Latest update January 11th, 2025 3:15 AM
Apr 29, 2011 Features / Columnists, Freddie Kissoon
I got up early Wednesday morning. Fright and dread overtook my mind. Why this trepidation? I have spent all my life in struggle and after watching the PPP’s performance which is worse than the reign of Mr. Burnham, I should not be alarmed at any form of incompetence, perversity or wickedness that come from the leaders of this territory.
It is not the fear of being harmed. It is the sheer horror of having to wait in a line when there is so much waiting to be done in your life for the rest of the day.
I had to be up early Wednesday because visits had to be made to the Guyana Revenue Authority (GRA) and the Guyana Power and Light (GPL). No one is happy visiting these places. They tell the terrible story of a failed state in Guyana.
So up to the cashier room I went to pay my property tax and those for my wife and daughter. Readers will recall that Mr. Khurshid Sattaur (boss of GRA)) sent me nine property tax forms last year. I called him and asked him if the same has been sent to my colleagues at UG. He didn’t reply.
To date, none of my lecturer-friends received their forms. I guess when I entered the world of human rights struggle, I had to expect victimization.
The cashier room on the ground floor of the VAT building of the GRA has three wickets. All had cashiers, but only one attended to the public when I was there. After twenty minutes of waiting, a young lady with a black burka over her head and face took up her position. Next step was to submit the completed forms. I wasn’t going to throw my property tax and PAYE forms just like that in a dirty, besmirched, humongous box in a crowded room without proof that I made my submissions.

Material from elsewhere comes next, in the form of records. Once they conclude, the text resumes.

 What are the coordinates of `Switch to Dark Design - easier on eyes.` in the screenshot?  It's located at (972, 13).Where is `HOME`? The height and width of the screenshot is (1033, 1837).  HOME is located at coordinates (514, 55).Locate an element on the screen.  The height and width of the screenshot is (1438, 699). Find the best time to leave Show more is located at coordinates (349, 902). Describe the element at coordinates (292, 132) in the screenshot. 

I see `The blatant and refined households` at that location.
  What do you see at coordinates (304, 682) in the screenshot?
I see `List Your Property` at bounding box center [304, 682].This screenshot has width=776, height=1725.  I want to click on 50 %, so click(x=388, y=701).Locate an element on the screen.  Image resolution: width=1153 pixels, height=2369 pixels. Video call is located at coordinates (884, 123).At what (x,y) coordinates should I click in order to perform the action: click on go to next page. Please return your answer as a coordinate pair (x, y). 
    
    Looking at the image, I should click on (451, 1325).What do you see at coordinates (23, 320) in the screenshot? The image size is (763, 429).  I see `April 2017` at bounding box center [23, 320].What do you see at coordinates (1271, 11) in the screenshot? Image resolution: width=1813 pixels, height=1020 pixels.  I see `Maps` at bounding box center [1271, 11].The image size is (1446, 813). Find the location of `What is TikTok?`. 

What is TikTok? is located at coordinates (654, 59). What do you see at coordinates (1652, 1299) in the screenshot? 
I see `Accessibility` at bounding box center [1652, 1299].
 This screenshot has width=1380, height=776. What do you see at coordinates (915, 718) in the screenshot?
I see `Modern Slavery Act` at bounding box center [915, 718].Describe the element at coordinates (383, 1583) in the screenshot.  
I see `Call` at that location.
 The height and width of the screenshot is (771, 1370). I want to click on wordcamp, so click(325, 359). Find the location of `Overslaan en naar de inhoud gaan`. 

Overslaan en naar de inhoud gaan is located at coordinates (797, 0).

I believe evil has overtaken the administration of this country and I believe from the deep recesses of my mind that if I do not request a receipt for my form I will receive a notice saying I didn’t submit them and legal sanction will come into play. This is how dictatorship behaves.
I would suggest to all anti-government critics to demand proof of their tax submissions. I went into the public gallery where I joined a line. My attendant was Mr. Stephen Sankar. He issued the receipts and stamped them. In front of him I measured the waiting room where the public is served.
It is a cramped “hole” measuring 11 feet by seven feet. I asked Mr. Sankar how the GRA can accommodate the public in that small space. He looked at me with vacant eyes. I asked Mr. Sankar for the name and telephone number of the GRA officer in charge of the entire VAT building.
I made telephone contact with the office of Mrs. Hema Khan. Her secretary came down. The PR officer told me her name was Ross. I showed Ms. Ross the pathetic gallery that was provided for members of the public. She looked at me, smiled and went back from whence she came.
When that incommodious room is filled, you have to wait in a queue on Charlotte Street in the sun or in the rain. As I made my way into my car, a gentleman yelled out that it was contempt for the Guyanese people. I thought he was Christopher Columbus.
The GRA is a place I do not like to go to. The last time I was there was on media assignment for my column on the Mahaicony man, charged for tax evasion, who jumped into the creek and drowned. The GRA offices remind of everything that is politically tragic about this country.
As I gazed at the faces of the employees I saw the stench of the politics of “we time come, we pun top.” As you look back at the faces you saw in the mid-eighties, at what was known then as the income tax department, and those you see today, you come face-to-face with the ongoing tragedy of this sad land.
Next stop was GPL to pay my bill. With a never-ending line, there were only two cashiers. After half an hour in the line, my heart sank at the presence of déjà vu. Back in the eighties, you wait for hours at the GEC to pay your bill only to see the cashier put up the sign, “closed”. That happened to me last Wednesday, nineteen years after the PPP took control of my country.